Monday, July 7, 2008

Climate Change made easy

As you know by now from TV, magazines, news, commercial etc, there is this little problem that Humanity is facing called Climate Change caused by Greenhouse Gasses.
It's very simple. Some gasses which are considered good for our earth, such as CO2, methane and many more, lately went out of balance and they became not so good. Those gasses form a barrier around our planet, which acts as the glass in a greenhouse. They let in the worm energy coming from the sun and at the same time they keep part of it from going back out, keeping our planet at a temperature where life can exist. Nowadays we are having too much of those greenhouse gasses so they are keeping too much heat on the earth. Every time we use energy from fossil fuels, or a forest is destroyed/burnt or a cow pass gasses (sounds funny, but this is the reality!), we emit more of the greenhouse gasses in the atmosphere and we reduce the ability to capture those gasses back by the plants. The temperature rise and the ice at the poles melt releasing even more CO2.
We have more frequent extreme weather conditions such as draught and flooding, hurricanes, etc (NOAA June 2008 report on “Effects of a Changing Climate on Extreme Weather Events in North America” http://www.noaanews.noaa.gov/stories2008/20080619_climatereport.html). With the draught we have more wildfires, which destroy more trees and release more CO2. It is a vicious cycle.

Some countries will have a warmer weather (we may have wine from England, we may be capable to go from Europe to America from the North Pole by boat), but the positive changes will not be able to offset the negative ones that will or are already appearing in many countries (USA included), with catastrophic life losses especially in the undeveloped and/or more populated ones (Asia and Africa). On top of the severe weather, our crops and forests, the base of every life cycle, will be affected, because the plants are the last one to migrate, as they do not have legs, fins or wings to migrate. We will experience a global scarcity of food, massive movement of people, more diseases, losses in wildlife species, etc.
Unfortunately Climatology is not a precise science yet and it’s still very difficult to predict exactly where and/or when we will have the negative effects and how intense they will be.
For example scientists were expecting North Pole to be melted in about 30 years, and now they predict will be melted for a short time already at the end of this summer 2008 and completely in a few years (http://www.cnn.com/2008/WORLD/weather/06/27/north.pole.melting/).
You may feel discouraged from all those news, but there is also a big good new: the scientists tell us we have some time, not too much, to reverse this trend, and we have the resources, the technology and the human ingenuity to succeed. They also tell us that it is not just a problem of governments and businesses. It is mostly a problem of each one of us. So let's try all together to preserve our beautiful earth for our children, grandchildren and future generations.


Scan the following data for lines with "Image" and state how many there are, as a number only.

====== Given records ======

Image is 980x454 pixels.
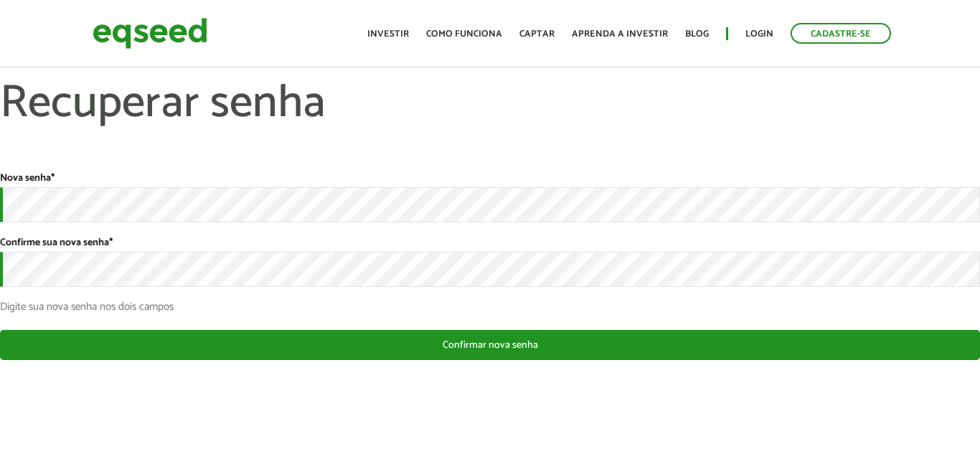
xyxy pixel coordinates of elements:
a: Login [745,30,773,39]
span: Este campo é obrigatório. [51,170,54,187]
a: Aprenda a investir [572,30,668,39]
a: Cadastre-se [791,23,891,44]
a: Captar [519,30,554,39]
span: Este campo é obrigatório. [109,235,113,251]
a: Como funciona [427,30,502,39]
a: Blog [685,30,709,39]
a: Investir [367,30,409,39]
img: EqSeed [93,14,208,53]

======
====== Given records ======

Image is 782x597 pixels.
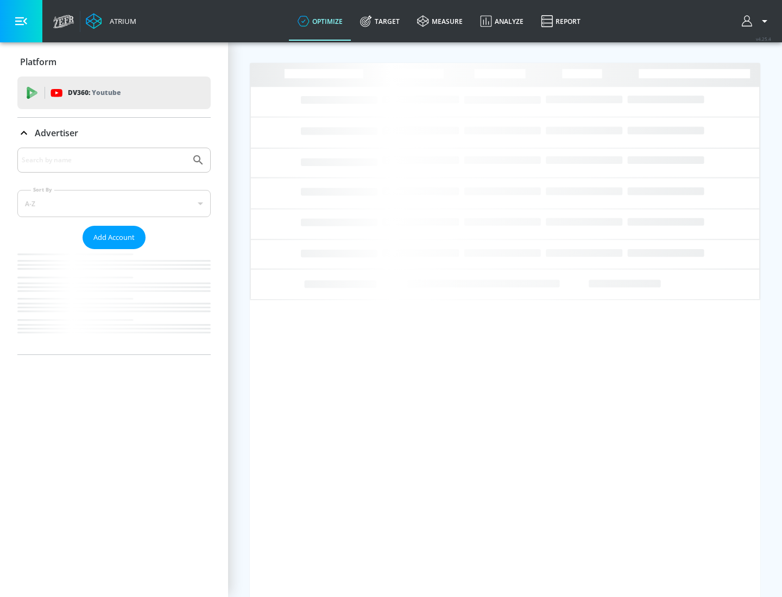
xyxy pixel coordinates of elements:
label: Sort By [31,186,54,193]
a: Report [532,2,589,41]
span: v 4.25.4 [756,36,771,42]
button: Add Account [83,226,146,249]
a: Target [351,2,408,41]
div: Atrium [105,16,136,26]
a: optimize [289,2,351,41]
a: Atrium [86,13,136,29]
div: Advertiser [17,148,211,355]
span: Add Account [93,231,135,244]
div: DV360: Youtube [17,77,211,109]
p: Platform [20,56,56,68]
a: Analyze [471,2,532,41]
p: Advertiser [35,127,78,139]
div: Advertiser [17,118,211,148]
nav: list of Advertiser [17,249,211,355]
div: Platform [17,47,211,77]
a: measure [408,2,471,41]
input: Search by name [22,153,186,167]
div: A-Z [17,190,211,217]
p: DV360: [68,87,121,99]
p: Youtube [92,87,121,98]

======

Result: 2